Jyotindra Jain (born 5 June 1943) is an Indian art historian and cultural historian, and museologist. A scholar on folk and ritual arts of India, he was the director of the National Crafts Museum, New Delhi, member secretary and professor (cultural archives), at Indira Gandhi National Centre for the Arts (IGNCA), New Delhi,[1] and also professor at the School of Arts and Aesthetics at Jawaharlal Nehru University, Delhi.[2][3] He has published a number of books on Indian folk art, including, Ganga Devi: Tradition and Expression in Mithila Painting, Other Masters: Five Contemporary Folk and Tribal Artists of India and Kalighat Painting: Images from a Changing World.
Jain was born in Indore.[4] His older sister is poet Jyotsna Milan.[5] He did his B.A. from the University of Bombay (now known as University of Mumbai), in 1963, followed by an M. A. in Ancient Indian Culture in 1965, also from the university. Next he received an Austrian Government Post-Graduate Scholarship (1970–1972); this helped him do a Certificate in museology from the University of Vienna in 1972, which led to a Ph.D. in Anthropology, in 1972, and ethnographic field research in Gujarat, Rajasthan, Madhya Pradesh, Maharashtra and Orissa.[6]
Career
Starting in 1975 and till 1978, he conducted field work in Gujarat to set up a Museum of Folk Art for the Shreyas Foundation. Later, as an Alexander von Humboldt Fellow at Heidelberg University (1972–1979), he taught for one year at the South Asia Institute at the university.[6]
In 1986 and 1989, he received fellowships from the Asian Cultural Council which allowed him to visit museums, observe the arts culture, and meet with museum specialists in the United States.
Over the years, he has published a number of books including, Ganga Devi: Tradition and Expression in Mithila Painting (1996); Other Masters: Five Contemporary Folk and Tribal Artists of India (1998); Picture Showmen: Insights into the Narrative Tradition in Indian Art (1998); Kalighat Painting: Images from a Changing World (1999); Indian Popular Culture: ‘The Conquest of the World as Picture (2004), and India’s popular Culture. Iconic spaces and fluid images (2007).
A member-secretary of IGNCA, Delhi, he curated a retrospective exhibition of photographs by Lala Deen Dayal at IGNCA, in 2010.[7]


Locate each line with the string "period" in the listing below and copy it.

■ Supplied records
>>>
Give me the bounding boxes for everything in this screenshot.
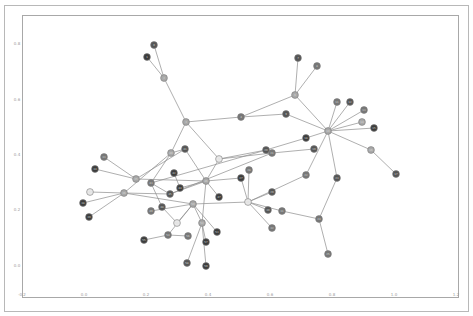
graph-node: 2: [161, 75, 168, 82]
graph-node: 5: [216, 156, 223, 163]
graph-node: 27: [238, 175, 245, 182]
node-label: 58: [185, 262, 189, 265]
node-label: 29: [270, 191, 274, 194]
node-label: 48: [160, 206, 164, 209]
node-label: 16: [369, 149, 373, 152]
node-label: 14: [360, 121, 364, 124]
y-tick-label: 0.4: [14, 152, 21, 157]
graph-node: 57: [203, 239, 210, 246]
graph-node: 58: [184, 260, 191, 267]
node-label: 51: [175, 222, 179, 225]
graph-node: 23: [334, 175, 341, 182]
x-tick-label: 0.4: [205, 292, 212, 297]
node-label: 39: [87, 216, 91, 219]
graph-node: 13: [361, 107, 368, 114]
graph-node: 0: [151, 42, 158, 49]
x-tick-label: 0.0: [81, 292, 88, 297]
node-label: 43: [149, 182, 153, 185]
graph-node: 31: [279, 208, 286, 215]
node-label: 23: [335, 177, 339, 180]
node-label: 59: [204, 265, 208, 268]
graph-node: 12: [347, 99, 354, 106]
node-label: 22: [304, 174, 308, 177]
node-label: 26: [246, 201, 250, 204]
graph-node: 41: [182, 146, 189, 153]
node-label: 38: [81, 202, 85, 205]
y-axis-ticks: 0.00.20.40.60.8: [14, 41, 21, 267]
graph-node: 1: [144, 54, 151, 61]
graph-node: 49: [148, 208, 155, 215]
node-label: 42: [172, 172, 176, 175]
graph-node: 50: [190, 201, 197, 208]
node-label: 37: [88, 191, 92, 194]
graph-node: 54: [165, 232, 172, 239]
node-label: 55: [142, 239, 146, 242]
graph-node: 28: [246, 167, 253, 174]
node-label: 21: [270, 152, 274, 155]
y-tick-label: 0.8: [14, 41, 21, 46]
graph-node: 40: [168, 150, 175, 157]
graph-node: 8: [314, 63, 321, 70]
graph-node: 33: [101, 154, 108, 161]
y-tick-label: 0.2: [14, 207, 21, 212]
graph-node: 36: [121, 190, 128, 197]
node-label: 40: [169, 152, 173, 155]
node-label: 47: [217, 196, 221, 199]
graph-node: 3: [183, 119, 190, 126]
node-label: 25: [326, 253, 330, 256]
graph-node: 19: [311, 146, 318, 153]
graph-node: 37: [87, 189, 94, 196]
node-label: 33: [102, 156, 106, 159]
y-tick-label: 0.6: [14, 97, 21, 102]
graph-node: 51: [174, 220, 181, 227]
node-label: 27: [239, 177, 243, 180]
graph-node: 52: [199, 220, 206, 227]
graph-node: 30: [265, 207, 272, 214]
graph-node: 43: [148, 180, 155, 187]
graph-node: 38: [80, 200, 87, 207]
node-label: 53: [215, 231, 219, 234]
graph-node: 29: [269, 189, 276, 196]
node-label: 54: [166, 234, 170, 237]
node-label: 31: [280, 210, 284, 213]
graph-node: 24: [316, 216, 323, 223]
graph-node: 35: [133, 176, 140, 183]
node-label: 11: [335, 101, 339, 104]
node-label: 35: [134, 178, 138, 181]
node-label: 30: [266, 209, 270, 212]
node-label: 56: [186, 235, 190, 238]
node-label: 17: [394, 173, 398, 176]
x-tick-label: 0.2: [143, 292, 150, 297]
graph-node: 14: [359, 119, 366, 126]
node-label: 15: [372, 127, 376, 130]
x-tick-label: -0.2: [18, 292, 26, 297]
graph-node: 6: [292, 92, 299, 99]
graph-node: 56: [185, 233, 192, 240]
node-label: 44: [178, 187, 182, 190]
x-tick-label: 0.8: [329, 292, 336, 297]
graph-node: 48: [159, 204, 166, 211]
graph-node: 46: [203, 178, 210, 185]
node-label: 50: [191, 203, 195, 206]
graph-node: 9: [283, 111, 290, 118]
graph-node: 53: [214, 229, 221, 236]
x-tick-label: 1.2: [453, 292, 460, 297]
graph-node: 21: [269, 150, 276, 157]
node-label: 52: [200, 222, 204, 225]
network-figure: 0.00.20.40.60.8 -0.20.00.20.40.60.81.01.…: [0, 0, 473, 316]
node-label: 36: [122, 192, 126, 195]
node-label: 49: [149, 210, 153, 213]
graph-node: 26: [245, 199, 252, 206]
graph-node: 34: [92, 166, 99, 173]
graph-node: 25: [325, 251, 332, 258]
node-label: 28: [247, 169, 251, 172]
graph-node: 15: [371, 125, 378, 132]
node-label: 12: [348, 101, 352, 104]
graph-node: 45: [167, 191, 174, 198]
graph-node: 4: [238, 114, 245, 121]
node-label: 20: [264, 149, 268, 152]
graph-node: 7: [295, 55, 302, 62]
node-label: 32: [270, 227, 274, 230]
graph-node: 39: [86, 214, 93, 221]
graph-node: 47: [216, 194, 223, 201]
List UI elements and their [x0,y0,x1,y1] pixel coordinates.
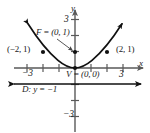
x-tick-label-neg3: −3 [22,69,33,79]
x-axis-label: x [139,59,143,68]
focus-label: F = (0, 1) [36,28,70,37]
focus-point [73,50,77,54]
x-tick-label-3: 3 [119,70,124,80]
directrix-label: D: y = −1 [22,85,57,94]
point-left-label: (−2, 1) [7,45,30,54]
point-right [105,50,109,54]
y-axis-label: y [71,4,75,13]
parabola-figure: y x 3 −3 −3 3 F = (0, 1) V = (0, 0) (−2,… [0,0,150,133]
y-tick-label-neg3: −3 [63,110,74,120]
vertex-label: V = (0, 0) [66,70,99,79]
y-tick-label-3: 3 [64,15,69,25]
point-left [41,50,45,54]
focus-leader-line [57,39,73,51]
point-right-label: (2, 1) [116,45,134,54]
graph-canvas [0,0,150,133]
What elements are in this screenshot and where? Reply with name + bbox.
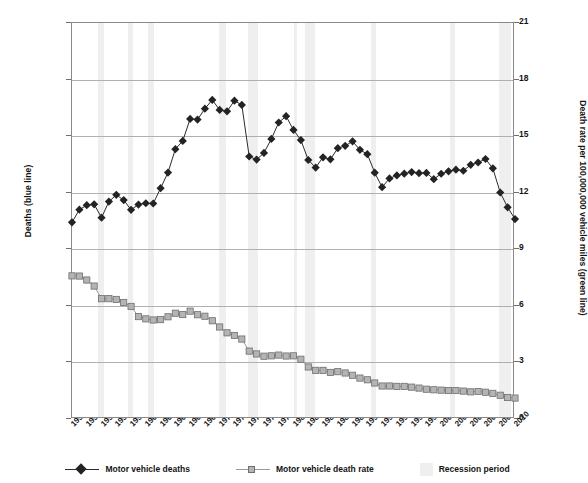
- data-point-death-rate: [76, 273, 82, 279]
- data-point-deaths: [142, 199, 150, 207]
- data-point-death-rate: [401, 383, 407, 389]
- legend-item[interactable]: Recession period: [420, 463, 510, 476]
- data-point-deaths: [134, 200, 142, 208]
- data-point-death-rate: [505, 394, 511, 400]
- data-point-death-rate: [305, 364, 311, 370]
- data-point-death-rate: [128, 303, 134, 309]
- data-point-death-rate: [394, 383, 400, 389]
- data-point-death-rate: [468, 389, 474, 395]
- data-point-deaths: [238, 101, 246, 109]
- data-point-deaths: [90, 200, 98, 208]
- y-tick-label-right: 15: [519, 129, 579, 139]
- data-point-deaths: [193, 116, 201, 124]
- y-tick-label-right: 3: [519, 355, 579, 365]
- data-point-death-rate: [172, 310, 178, 316]
- series-layer: [72, 23, 515, 419]
- data-point-deaths: [75, 206, 83, 214]
- data-point-death-rate: [150, 317, 156, 323]
- y-axis-title-right: Death rate per 100,000,000 vehicle miles…: [578, 93, 588, 323]
- data-point-death-rate: [290, 353, 296, 359]
- data-point-death-rate: [416, 385, 422, 391]
- legend-label: Motor vehicle deaths: [105, 464, 190, 474]
- data-point-deaths: [186, 115, 194, 123]
- data-point-death-rate: [372, 380, 378, 386]
- data-point-death-rate: [313, 367, 319, 373]
- data-point-deaths: [68, 218, 76, 226]
- data-point-deaths: [371, 169, 379, 177]
- data-point-deaths: [474, 158, 482, 166]
- data-point-death-rate: [135, 314, 141, 320]
- legend-swatch-recession: [420, 463, 433, 476]
- data-point-deaths: [504, 203, 512, 211]
- data-point-death-rate: [482, 389, 488, 395]
- data-point-death-rate: [187, 308, 193, 314]
- data-point-deaths: [319, 153, 327, 161]
- legend-diamond-icon: [76, 463, 87, 474]
- data-point-death-rate: [445, 387, 451, 393]
- legend-square-icon: [248, 466, 255, 473]
- data-point-deaths: [149, 199, 157, 207]
- data-point-deaths: [415, 169, 423, 177]
- data-point-deaths: [437, 170, 445, 178]
- y-axis-title-left: Deaths (blue line): [23, 121, 33, 281]
- data-point-death-rate: [261, 353, 267, 359]
- data-point-death-rate: [438, 387, 444, 393]
- data-point-deaths: [393, 171, 401, 179]
- data-point-deaths: [127, 206, 135, 214]
- y-tick-label-right: 9: [519, 242, 579, 252]
- data-point-death-rate: [106, 296, 112, 302]
- data-point-deaths: [164, 168, 172, 176]
- data-point-death-rate: [475, 388, 481, 394]
- data-point-deaths: [267, 135, 275, 143]
- data-point-deaths: [452, 166, 460, 174]
- legend-item[interactable]: Motor vehicle death rate: [236, 464, 374, 474]
- data-point-death-rate: [91, 283, 97, 289]
- data-point-death-rate: [253, 351, 259, 357]
- legend-marker: [65, 464, 99, 474]
- data-point-death-rate: [453, 387, 459, 393]
- data-point-death-rate: [497, 392, 503, 398]
- data-point-deaths: [341, 142, 349, 150]
- data-point-deaths: [230, 97, 238, 105]
- data-point-death-rate: [246, 348, 252, 354]
- data-point-death-rate: [335, 369, 341, 375]
- data-point-death-rate: [113, 296, 119, 302]
- data-point-death-rate: [143, 316, 149, 322]
- data-point-deaths: [289, 126, 297, 134]
- data-point-death-rate: [165, 314, 171, 320]
- data-point-death-rate: [202, 313, 208, 319]
- data-point-deaths: [400, 170, 408, 178]
- data-point-death-rate: [276, 352, 282, 358]
- data-point-death-rate: [349, 372, 355, 378]
- data-point-death-rate: [490, 390, 496, 396]
- y-tick-label-right: 12: [519, 186, 579, 196]
- data-point-death-rate: [327, 369, 333, 375]
- data-point-deaths: [496, 188, 504, 196]
- data-point-death-rate: [298, 356, 304, 362]
- legend-item[interactable]: Motor vehicle deaths: [65, 464, 190, 474]
- data-point-death-rate: [512, 395, 518, 401]
- data-point-death-rate: [224, 330, 230, 336]
- data-point-death-rate: [409, 384, 415, 390]
- series-line-death-rate: [72, 276, 515, 398]
- data-point-death-rate: [364, 377, 370, 383]
- y-tick-label-right: 21: [519, 16, 579, 26]
- data-point-deaths: [363, 150, 371, 158]
- data-point-death-rate: [217, 324, 223, 330]
- data-point-death-rate: [431, 387, 437, 393]
- data-point-death-rate: [423, 386, 429, 392]
- data-point-death-rate: [239, 336, 245, 342]
- data-point-death-rate: [357, 375, 363, 381]
- data-point-death-rate: [121, 299, 127, 305]
- legend-label: Recession period: [439, 464, 510, 474]
- data-point-deaths: [444, 167, 452, 175]
- data-point-death-rate: [386, 383, 392, 389]
- legend-marker: [236, 464, 270, 474]
- data-point-death-rate: [231, 332, 237, 338]
- data-point-death-rate: [209, 318, 215, 324]
- y-tick-label-right: 18: [519, 73, 579, 83]
- data-point-deaths: [408, 168, 416, 176]
- chart-legend: Motor vehicle deathsMotor vehicle death …: [0, 458, 575, 480]
- data-point-death-rate: [283, 353, 289, 359]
<<<
■ Result of the exercise
- legend-item[interactable]: Recession period: [420, 463, 510, 476]
- legend-label: Recession period: [439, 464, 510, 474]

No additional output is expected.